DeNisi speaking at the Tulane Council of Entrepreneurs Awards Gala in April 2008.

DeNisi with Jimmy Reiss (BBA ’60), former chairman of the Business School Council.

DeNisi with staff members Janel Cutno and Edith Martinez at a pre-Super Bowl Saints pep rally.

 

The new curriculum was the first of a number of initiatives introduced by DeNisi. Despite tight post-Katrina budget constraints, DeNisi also oversaw the launch of the Master of Global Management program, which combines students from Freeman and four Latin American universities for classes that emphasize international strategy. Most recently, DeNisi authorized the launch of the new master’s program in energy management.

Even more striking than new programs has been the Freeman School’s success in national ranking surveys, a feat that’s all the more remarkable in light of the loss of faculty and lack of resources in the wake of Katrina. While Freeman has been ranked higher in individual surveys at various points, at no time in history has the Freeman School been ranked as highly in as many national surveys at the same time. For the first time in history, Freeman is ranked in the top 50 for both undergraduate and the MBA program by U.S. News & World Report and Bloomberg Businessweek, the two leading ranking publications. The entrepreneurship program was ranked 13th nationally by Entrepreneur magazine last October, the executive MBA program is ranked 35th nationally and 75th internationally by Financial Times, and the Master of Finance program was just ranked fourth nationally and 26th internationally by Financial Times.

Worth singling out from those rankings is Freeman’s performance in the area of placement. In 2011, U.S. News & World Report ranked Freeman eighth in the nation for MBA placement rate, and in Bloomberg Businessweek, recruiters ranked Freeman 12th for quality of graduates.

Angelo DeNisi“We managed to do all of this with fewer resources because people—faculty and staff—were willing to work,” DeNisi says. “They put in a lot of time and effort and accomplished some amazing things.”

One of the things DeNisi says he enjoyed most about being dean was meeting alumni, and one of his fondest memories was meeting Larry Gordon (BBA ’58), producer of Hollywood blockbusters including Field of Dreams, Die Hard and Boogie Nights.

“We sit down and he says, ‘I’m really busy.

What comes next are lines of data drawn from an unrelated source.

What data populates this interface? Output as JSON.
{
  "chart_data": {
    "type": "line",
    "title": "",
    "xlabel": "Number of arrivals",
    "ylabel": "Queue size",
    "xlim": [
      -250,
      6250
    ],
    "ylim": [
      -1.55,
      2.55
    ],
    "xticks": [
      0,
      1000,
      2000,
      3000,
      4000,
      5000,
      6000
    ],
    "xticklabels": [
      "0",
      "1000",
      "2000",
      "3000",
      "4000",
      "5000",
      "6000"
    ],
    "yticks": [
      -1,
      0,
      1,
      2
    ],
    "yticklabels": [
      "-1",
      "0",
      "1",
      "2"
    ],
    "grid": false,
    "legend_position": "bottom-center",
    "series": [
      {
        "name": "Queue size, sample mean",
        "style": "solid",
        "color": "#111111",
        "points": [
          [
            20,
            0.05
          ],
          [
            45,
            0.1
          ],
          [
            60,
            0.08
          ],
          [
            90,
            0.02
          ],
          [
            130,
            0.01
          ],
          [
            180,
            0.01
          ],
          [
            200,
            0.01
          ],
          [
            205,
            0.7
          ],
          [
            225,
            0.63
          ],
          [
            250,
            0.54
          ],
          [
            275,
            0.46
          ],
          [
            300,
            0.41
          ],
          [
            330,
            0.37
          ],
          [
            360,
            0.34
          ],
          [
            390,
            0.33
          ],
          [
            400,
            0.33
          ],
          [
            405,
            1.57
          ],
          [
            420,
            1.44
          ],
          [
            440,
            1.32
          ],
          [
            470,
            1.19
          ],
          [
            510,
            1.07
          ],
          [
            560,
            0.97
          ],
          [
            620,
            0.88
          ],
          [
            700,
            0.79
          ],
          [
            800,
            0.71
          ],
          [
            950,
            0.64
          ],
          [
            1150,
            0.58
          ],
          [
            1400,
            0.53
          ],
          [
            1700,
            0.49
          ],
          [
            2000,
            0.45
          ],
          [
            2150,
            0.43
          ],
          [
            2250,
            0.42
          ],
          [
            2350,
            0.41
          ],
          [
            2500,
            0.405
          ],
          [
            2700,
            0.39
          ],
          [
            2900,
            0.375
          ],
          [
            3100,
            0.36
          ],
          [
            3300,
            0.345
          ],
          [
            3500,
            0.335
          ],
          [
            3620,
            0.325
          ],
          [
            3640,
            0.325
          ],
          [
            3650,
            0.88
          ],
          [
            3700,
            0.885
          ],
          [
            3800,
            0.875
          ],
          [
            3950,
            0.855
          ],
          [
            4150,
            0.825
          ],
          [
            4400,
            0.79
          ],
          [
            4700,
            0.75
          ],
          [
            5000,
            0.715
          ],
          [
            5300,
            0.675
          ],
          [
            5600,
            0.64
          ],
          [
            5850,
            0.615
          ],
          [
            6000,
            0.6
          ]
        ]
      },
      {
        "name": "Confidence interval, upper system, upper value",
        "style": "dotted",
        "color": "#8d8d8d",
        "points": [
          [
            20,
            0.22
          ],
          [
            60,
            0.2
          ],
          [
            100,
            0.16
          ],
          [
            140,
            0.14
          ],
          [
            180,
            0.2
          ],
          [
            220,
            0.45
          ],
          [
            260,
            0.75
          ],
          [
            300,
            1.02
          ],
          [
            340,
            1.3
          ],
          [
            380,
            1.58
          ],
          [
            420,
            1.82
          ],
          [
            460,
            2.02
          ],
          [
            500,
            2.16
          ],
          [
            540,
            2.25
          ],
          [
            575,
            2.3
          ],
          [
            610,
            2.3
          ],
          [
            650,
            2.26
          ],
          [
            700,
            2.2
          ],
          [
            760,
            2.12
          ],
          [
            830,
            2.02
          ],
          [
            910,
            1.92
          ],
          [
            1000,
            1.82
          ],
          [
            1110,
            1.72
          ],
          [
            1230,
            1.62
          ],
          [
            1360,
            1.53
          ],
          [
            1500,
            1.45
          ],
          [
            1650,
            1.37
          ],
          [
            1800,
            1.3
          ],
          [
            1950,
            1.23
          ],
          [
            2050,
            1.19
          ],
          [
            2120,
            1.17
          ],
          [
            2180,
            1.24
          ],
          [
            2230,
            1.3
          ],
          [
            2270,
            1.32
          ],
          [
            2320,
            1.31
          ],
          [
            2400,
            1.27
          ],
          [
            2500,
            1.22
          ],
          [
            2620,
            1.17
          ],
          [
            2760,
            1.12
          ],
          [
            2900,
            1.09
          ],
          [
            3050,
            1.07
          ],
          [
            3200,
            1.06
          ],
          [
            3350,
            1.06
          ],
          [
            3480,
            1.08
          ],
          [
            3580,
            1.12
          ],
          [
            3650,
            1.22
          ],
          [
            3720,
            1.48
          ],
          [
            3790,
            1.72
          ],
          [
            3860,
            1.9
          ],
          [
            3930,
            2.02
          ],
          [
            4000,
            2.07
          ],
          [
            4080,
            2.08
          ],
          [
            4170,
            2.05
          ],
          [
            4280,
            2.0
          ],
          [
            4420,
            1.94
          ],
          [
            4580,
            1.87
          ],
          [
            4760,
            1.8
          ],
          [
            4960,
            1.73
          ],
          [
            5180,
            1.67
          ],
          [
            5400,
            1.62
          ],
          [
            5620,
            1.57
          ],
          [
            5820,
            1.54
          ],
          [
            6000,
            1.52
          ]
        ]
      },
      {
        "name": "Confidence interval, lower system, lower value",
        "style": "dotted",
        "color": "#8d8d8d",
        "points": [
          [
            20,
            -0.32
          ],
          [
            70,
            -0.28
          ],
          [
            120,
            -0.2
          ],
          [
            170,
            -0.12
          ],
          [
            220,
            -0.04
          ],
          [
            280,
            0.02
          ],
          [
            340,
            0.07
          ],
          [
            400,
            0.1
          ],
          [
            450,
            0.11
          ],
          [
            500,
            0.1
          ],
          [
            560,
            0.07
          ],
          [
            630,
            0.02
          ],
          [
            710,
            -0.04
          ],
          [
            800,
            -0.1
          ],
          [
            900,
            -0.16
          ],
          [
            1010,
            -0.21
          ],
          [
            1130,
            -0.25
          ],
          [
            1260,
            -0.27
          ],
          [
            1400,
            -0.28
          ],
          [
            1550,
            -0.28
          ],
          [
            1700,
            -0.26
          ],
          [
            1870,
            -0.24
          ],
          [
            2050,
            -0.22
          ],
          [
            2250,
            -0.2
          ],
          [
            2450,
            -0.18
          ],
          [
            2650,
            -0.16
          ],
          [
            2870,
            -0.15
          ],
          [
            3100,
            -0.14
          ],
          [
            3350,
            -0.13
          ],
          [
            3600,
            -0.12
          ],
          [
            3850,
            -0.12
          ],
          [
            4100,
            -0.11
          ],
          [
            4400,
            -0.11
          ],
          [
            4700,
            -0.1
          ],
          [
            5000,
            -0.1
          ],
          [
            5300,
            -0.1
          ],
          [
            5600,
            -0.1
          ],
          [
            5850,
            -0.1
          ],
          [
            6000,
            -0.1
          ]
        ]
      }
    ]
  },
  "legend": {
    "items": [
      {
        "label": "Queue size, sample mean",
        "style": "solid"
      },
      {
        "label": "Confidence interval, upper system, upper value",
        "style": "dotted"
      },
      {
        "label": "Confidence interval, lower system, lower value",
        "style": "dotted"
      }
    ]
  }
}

You can have 10 or 15 minutes,’” DeNisi recalls. “So we start talking about movies—Field of Dreams and movies in general. Two hours later, he says, ‘I gotta get out of here!’

“Meeting people like Larry and spending time with them, that’s what I’ll miss,” DeNisi says. “That’s a great part of the job.”

Angelo DeNis

As for DeNisi’s single most gratifying moment as dean, that honor is reserved for Henry St. Paul (E ’46, MBA ’08).

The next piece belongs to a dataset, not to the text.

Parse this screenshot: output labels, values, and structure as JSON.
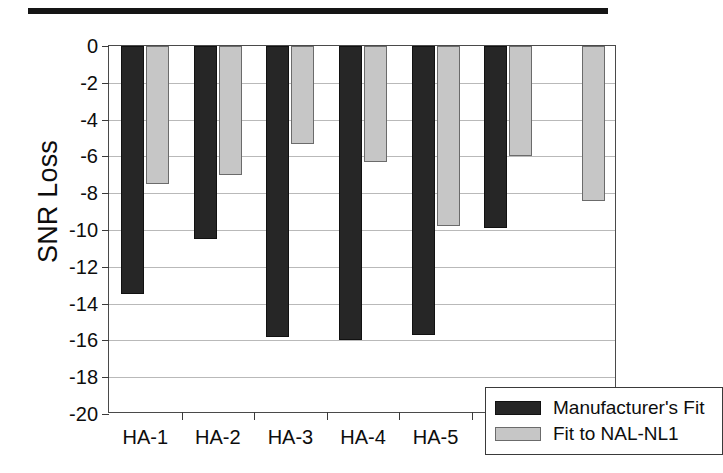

In 2008, DeNisi got a letter from St. Paul, a retired businessman who had started the MBA program 53 years earlier. St. Paul was one credit shy of earning the degree when he took a break from the program to start his own company. What was supposed to be a short hiatus turned into a career that spanned five decades, and St. Paul never returned to finish his degree. Was there any way, St. Paul asked DeNisi in the letter, that he could earn that final credit and receive his MBA?

DeNisi told him there was, but only on the condition that he show up at the school’s graduation ceremony in May and receive his diploma on stage with the rest of the MBA class.

To earn the credit, DeNisi asked St. Paul to write a thesis on how what he’d learned in business school had helped him through life. DeNisi personally served as St. Paul’s thesis supervisor.

“So, three years ago, after we’d given out all the diplomas in the business school ceremony, there was one more graduate, and an 81-year-old man came up and received his MBA,” DeNisi recalls with a smile. “It was such a great kick to be able to do that, and that was something I got to do because I was dean. So, yes, it was a really, really good job.”